Recent movement has occurred on the South Craven Fault system, as Versey (1948) recorded a seismic event known as the 'Skipton (or Settle) earthquake', which occurred in 1944. He regarded the epicentre as in all probability lying along the Gargrave fault. Damage was caused to a bridge and subsurface drains along the unspecified 'mapped line of the fault'. There has been repeated occurrence of small earthquakes along the edge of the Askrigg Block that bear witness to differential movement still taking place along these fault systems.
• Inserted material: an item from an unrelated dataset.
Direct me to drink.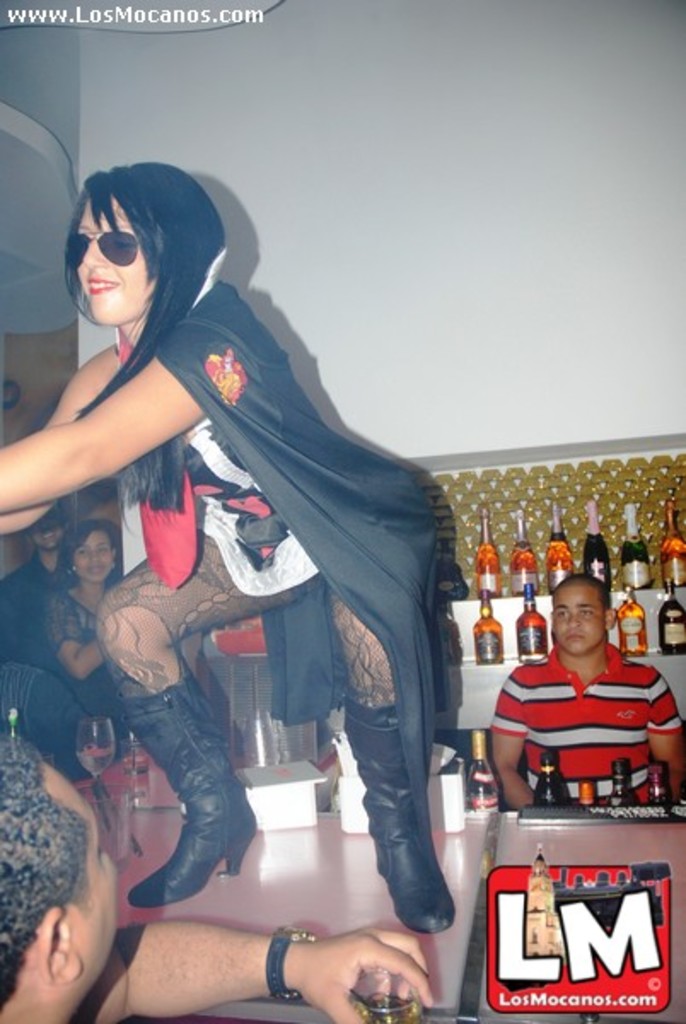
Direction: left=626, top=502, right=650, bottom=589.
The results of this complex fault movement are important for the landscape because Wager (1931) demonstrated that the direction and density of the joints in the Dinantian limestones were related to the major faulting along the Craven Fault system, although the mechanism for their formation is still in dispute (Moseley and Ahmed, 1967; Doughty, 1968). Wager (1931) demonstrated the direction of jointing in the Malham area and interpreted the changes near the faults as an indication that the North Craven Fault was sinistral and the Mid-Craven Fault dextral. Away from the faults the joint trends are NW–SE and NE–SW. As the North Craven Fault is approached from the north the joints tend to swing anticlockwise so that those in the north-west sector swing to a more east–west trend. Less marked but nevertheless the same is the anticlockwise deflection found close to the south of the fault. In contrast, the joints close to the Mid-Craven Fault show a clockwise deflection and joints in the north-west sector tend to swing to a more northerly direction. Between the two faults there are a number of cross-faults, with most trending north-west to south-east. Their throw is small, sometimes negligible and they are probably wrench faults formed by the stresses and strains set up in the lateral movement of the North Craven and Mid-Craven faults. These small faults can be picked out by glacial drainage as weaknesses and it is possible that many of the dry valley systems could be initiated along these lines. They certainly have been demonstrated to be important in the development of vertical pitches in caves (Waltham et al., 1997) and some of the collapse dolines, such as Great Douk Pot, are on such faults. The density of jointing close to faults also gives a very different type of limestone pavement morphology (Sweeting, 1966; Trudgill, 1985; Waltham et al., 1997).
Cave development
On a more major scale, rejuvenation of the Askrigg Block along the line of the Craven Fault System has influenced the relief and the caves markedly. This is because the Askrigg Block has been uplifted relatively to the Craven and Lonsdale lowlands since at least Tertiary times. This has allowed waters to descend more rapidly into the limestone and to form deeper underground channels, vertical potholes and shafts and to produce the waterfalls and gorge systems in an area. The caves associated with Giggleswick Scar do not show this verticality and are relict phreatic tubes, which formed when the water table was much higher and therefore must be of considerable antiquity. The cave systems have now been exposed by glacial erosion on the scars and form rock shelters that have been used by humans from the late Palaeolithic period onwards.
Reciprocating spring
Different explanations have been given for the intermittent spring that tried to account for the reciprocation, its irregularity and the influence of wet and dry seasons. A solution on the principle of the double syphon was given by Thomas Hargraves of Settle (Howson, 1850) and is illustrated in
Conclusions
Giggleswick Scar was been formed as a result of a complex tectonic history over a long period of time along the South Craven Fault, but this line of faulting has been eroded by glacial plucking and abrasion to give an impressive fault-line scarp. A series of small caves, originally forming beneath the water table in the phreatic zone, which was disrupted on a major scale by these glacials, now form rock shelters in which there are important archaeological and palaeontological remains. Minor glacial landforms, such as scars, drift-covered terraces and dry valley systems are located on Giggleswick Scar and there is an important reciprocating spring.